For a typical Lancashire three-bedroom semi-detached house with moderate insulation, the annual heat demand is approximately 10,000-14,000 kWh. With an SPF of 3.3 and electricity at 24p per kWh, the annual heating cost is 10,000-14,000 divided by 3.3 = 3,030-4,240 kWh of electricity, costing £727-1,018.
Compare this to the same house heated by gas: 10,000-14,000 kWh of gas at 90% boiler efficiency requires 11,100-15,550 kWh of gas at approximately 6p per kWh, costing £667-933. The costs are comparable, and with heat pump-specific electricity tariffs offering rates of 15-18p per kWh, the heat pump becomes clearly cheaper.
How to Monitor and Improve Your COP
Most modern heat pumps include monitoring features through manufacturer apps. Vaillant, Daikin, Samsung, and Mitsubishi all offer apps showing real-time and historical COP data. Monitoring your SPF over time helps you identify whether the system is performing as expected and spot any issues early.
If your SPF is consistently below 2.8, something may need attention. Common causes include flow temperature set too high (the most frequent issue), incorrect weather compensation settings, an oversized or undersized heat pump, poor insulation allowing excessive heat loss, or a refrigerant charge issue requiring an engineer’s attention.
Many Lancashire heat pump owners report that their SPF improves in the second year as they learn to use the system optimally. Small adjustments to heating curves, hot water schedules, and room temperature targets can push SPF up by 0.3-0.5, translating to meaningful electricity savings.
What is a good COP for a heat pump in Lancashire?
For an air source heat pump in Lancashire, an annual SPF (real-world seasonal efficiency) of 3.0-3.8 is typical and represents good performance. Anything above 3.5 is excellent and indicates a well-installed system in a well-insulated home. Below 2.8 suggests room for improvement – either in the system setup or the building fabric. Ground source heat pumps typically achieve SPF of 3.5-4.5 thanks to the more stable underground temperatures.
Does COP drop dramatically in freezing weather?

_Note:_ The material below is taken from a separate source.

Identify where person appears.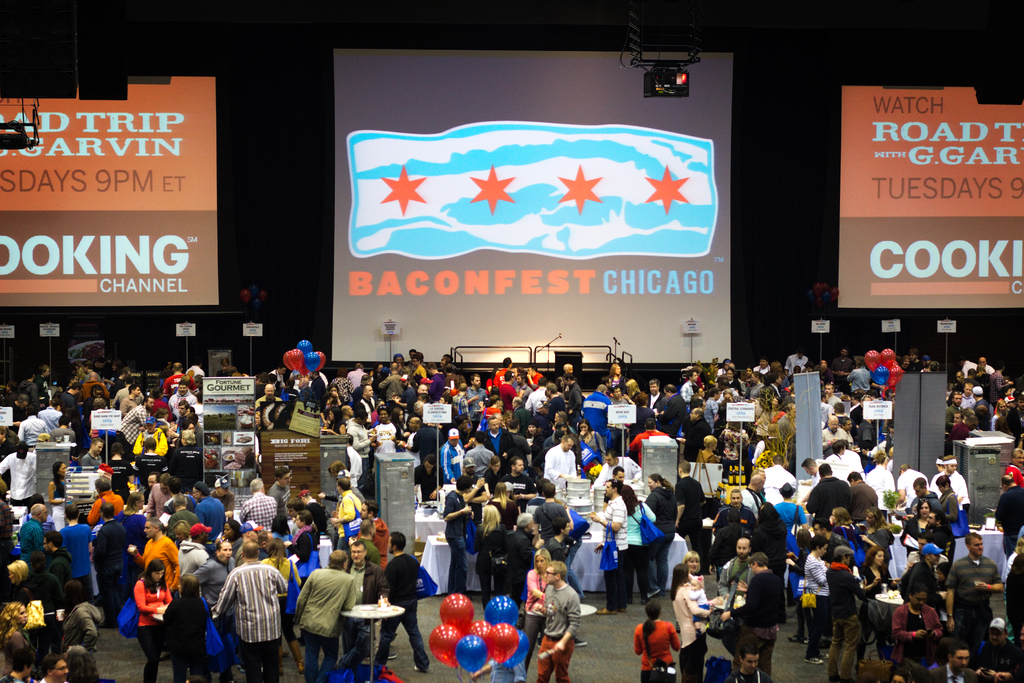
Appears at {"x1": 211, "y1": 538, "x2": 291, "y2": 682}.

COP does reduce as temperatures fall, but modern heat pumps maintain reasonable efficiency well below freezing. At minus 5 degrees, a typical air source heat pump still achieves a COP of 2.0-2.5 – still twice as efficient as direct electric heating. Lancashire experiences sub-zero temperatures for relatively few hours per year (typically 200-400 hours), so the impact on seasonal efficiency is modest. The vast majority of heating hours occur at 2-10 degrees, where COP sits comfortably at 3.0-4.0.
Should I choose a heat pump based on its COP rating?
COP is important but should not be the sole deciding factor. Compare SCOP figures measured under the same conditions (same flow temperature, same climate zone). Also consider the heat pump’s noise level (important for Lancashire terraces), physical size (critical for properties with limited outdoor space), hot water performance (especially for larger households), and the quality of the manufacturer’s controls and monitoring app. A heat pump with a slightly lower SCOP but better controls may achieve a higher real-world SPF through smarter operation.